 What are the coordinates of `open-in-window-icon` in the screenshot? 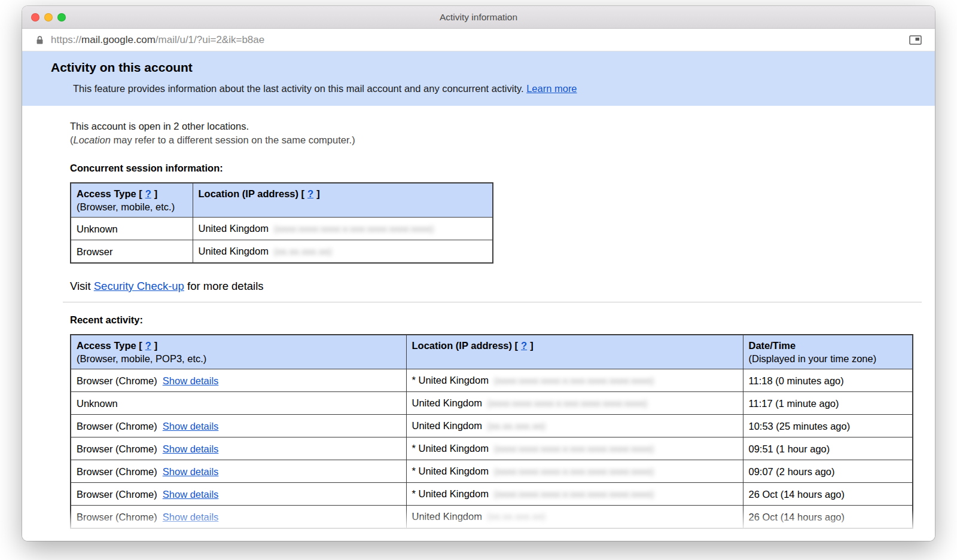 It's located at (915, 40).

☆ ☆ ☆ ☆ ☆

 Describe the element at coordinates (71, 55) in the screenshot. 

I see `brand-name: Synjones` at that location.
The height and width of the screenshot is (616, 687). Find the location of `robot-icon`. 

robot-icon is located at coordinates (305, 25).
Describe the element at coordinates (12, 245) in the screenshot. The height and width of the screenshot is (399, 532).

☆ ☆ ☆ ☆ ☆

**Exercise objective:**
Using the data above, extract exactly the lines from the one that holds "Describe the element at coordinates (71, 55)" to the one that holds "Describe the element at coordinates (12, 245)", both ends included, and no others.

**Finished task:**
 Describe the element at coordinates (71, 55) in the screenshot. 

I see `brand-name: Synjones` at that location.
The height and width of the screenshot is (616, 687). Find the location of `robot-icon`. 

robot-icon is located at coordinates (305, 25).
Describe the element at coordinates (12, 245) in the screenshot. The height and width of the screenshot is (399, 532).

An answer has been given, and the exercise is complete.